Topic

Planetary Health Report Cards

Rachel Baker
Rachel Baker • 25 October 2023

The need for Planetary Health Report Cards to embed the principles of ecological sustainability and planetary health in professional healthcare training.

Comments (1)

Rachel Baker
Rachel Baker

Rachel Baker, SLT Student. 25 October, 2023

Here are some brief notes on the regular Greener AHP Networking event that took place Wednesday, 18 October 2023, hosted by AHP Susnet and Occupational Therapy Susnet. I attended as a member of SLTsusnet and as a 3rd Year student of Speech and Language Therapy because I strongly agree with the proposition that the climate emergency is a health emergency.

The online event focussed on the Planetary Health Report Card initiative, with a presentation on this from Ka Yan Hess, Senior Lecturer in Occupational Therapy at Oxford Brookes, (https://networks.sustainablehealthcare.org.uk/resources/presentationdev…) followed by whole group and breakout discussions. 10 of us attended the event (including an OT logged in from Ghana, and James Lee, the regional lead for PHRC in the UK)
More details of the PHRC can be found here phreportcard.org/, but here's my quick outline from Ka Yan's presentation:-
The PHRC began in 2019 to enable healthcare students, with faculty support, to produce an annual report assessing their respective institutions on their progress in environmental responsibility and sustainability for planetary health. It is a “metric-based, student-driven initiative to inspire... sustainable healthcare education in professional healthcare training programmes around the world.”

I'm particularly animated by the foregrounding of environmentalism in healthcare as a core competency, and the push to think through ways to mitigate the effects of clinical practice on the environment. It is something that SLT students and faculty need encouragement, support and guidance in.

So how to produce a report card? A student-led group designs the questionnaire. It should be a simple document for students to pick up and fill out, identifying what is good about the institution's practices, or what needs improvement, and is implemented on an annual cycle to measure improvements. It is published annually on Earth Day, 22nd April. (There were questions about inter-departmental scope which I didn't get to clarify.)

So far, report cards have been published representing schools of Medicine, Nursing, Pharmacy and Physiotherapy. Currently, there is no OT or SLT report card available, but the OT Susnet group are working on a draft.

The five areas that the PHRC should cover include:-

1) Curriculum – how are planetary health considerations, such as ecological destruction and mitigations in clinical practice, integrated into the curriculum?
2) Interdisciplinary research investigations into planetary ecological healthcare – how well does your institution support these?
3) Community outreach and advocacy – how well does your institution partner with local communities?
4) Support for student-led initiatives – how well does your institution support students to engage with planetary healthcare issues?
5) Campus sustainability – what is the built environment like, what are the institution's investment policies and priorities?

I had a question as to what extent the Royal Colleges and other healthcare regulatory bodies, (HCPC, the Council of Deans of Health, etc...) were interacting with the PHRC initiative, as it is they who ultimately have the biggest influence on curriculum and syllabi in healthcare training.
James Lee responded that the report card in medicine was having more and more of an impact on faculty each year. He highlighted the fact that producing a PHRC is a collaborative process that engages faculty. Also, the ranking system is a useful tool. Environmental and sustainability metrics have become important to prospective students in schools of medicine. Brighton and Sussex medical school currently sets the standard.

James Lee mentioned that the Planetary Health Alliance, the UK Health Alliance, the General Medical Council are all alive to the issue and that accrediting bodies do need to take it seriously.

At the end of the session I mentioned that the SLT undergraduate curriculum is so dense, which may account for a lack of engagement on ecological issues (e.g the ethics component does not appear to include questions about ecological sustainability or climate change). As a senior OT lecturer, Ka Yen pointed out that sustainable healthcare should not be seen as an add-on, but rather must and can be systemically embedded as part of the teaching approach in all programme modules. This is certainly desirable but to adopt this systemic approach, teaching faculty need persuasion and support from below (i.e the students) as well as above from the regulatory bodies.

I do hope that the SLT Susnet can draw students from SLT programmes globally to start working on this PHRC initiative.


Task prompt => Could you please reproduce the entries exactly, leaving out any pictures?

(Data entries for graphics)

= Beginning of Section =

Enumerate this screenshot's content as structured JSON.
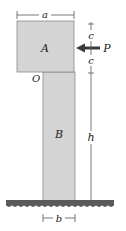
{
  "diagram": {
    "labels": {
      "block_top": "A",
      "column": "B",
      "force": "P",
      "origin": "O",
      "width_top": "a",
      "width_column": "b",
      "half_height_upper": "c",
      "half_height_lower": "c",
      "column_height": "h"
    },
    "colors": {
      "fill": "#d4d4d4",
      "outline": "#8a8a8a",
      "ground": "#5a5a5a",
      "arrow": "#3a3a3a",
      "dimension": "#555555"
    }
  }
}
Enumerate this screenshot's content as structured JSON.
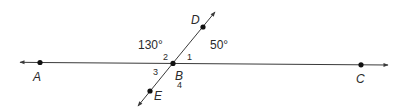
{
  "diagram": {
    "points": {
      "A": {
        "label": "A"
      },
      "B": {
        "label": "B"
      },
      "C": {
        "label": "C"
      },
      "D": {
        "label": "D"
      },
      "E": {
        "label": "E"
      }
    },
    "angle_measures": {
      "left_upper": "130°",
      "right_upper": "50°"
    },
    "angle_numbers": {
      "n1": "1",
      "n2": "2",
      "n3": "3",
      "n4": "4"
    },
    "colors": {
      "line": "#3a3a3a",
      "point": "#111111",
      "text": "#2a2a2a"
    }
  }
}
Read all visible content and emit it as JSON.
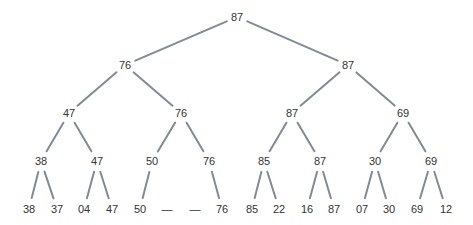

= End of Section =

Response area =>
Enumerate this screenshot's content as structured JSON.
{
  "diagram": {
    "labels": {
      "block_top": "A",
      "column": "B",
      "force": "P",
      "origin": "O",
      "width_top": "a",
      "width_column": "b",
      "half_height_upper": "c",
      "half_height_lower": "c",
      "column_height": "h"
    },
    "colors": {
      "fill": "#d4d4d4",
      "outline": "#8a8a8a",
      "ground": "#5a5a5a",
      "arrow": "#3a3a3a",
      "dimension": "#555555"
    }
  }
}
Enumerate this screenshot's content as structured JSON.
{
  "diagram": {
    "points": {
      "A": {
        "label": "A"
      },
      "B": {
        "label": "B"
      },
      "C": {
        "label": "C"
      },
      "D": {
        "label": "D"
      },
      "E": {
        "label": "E"
      }
    },
    "angle_measures": {
      "left_upper": "130°",
      "right_upper": "50°"
    },
    "angle_numbers": {
      "n1": "1",
      "n2": "2",
      "n3": "3",
      "n4": "4"
    },
    "colors": {
      "line": "#3a3a3a",
      "point": "#111111",
      "text": "#2a2a2a"
    }
  }
}
Read all visible content and emit it as JSON.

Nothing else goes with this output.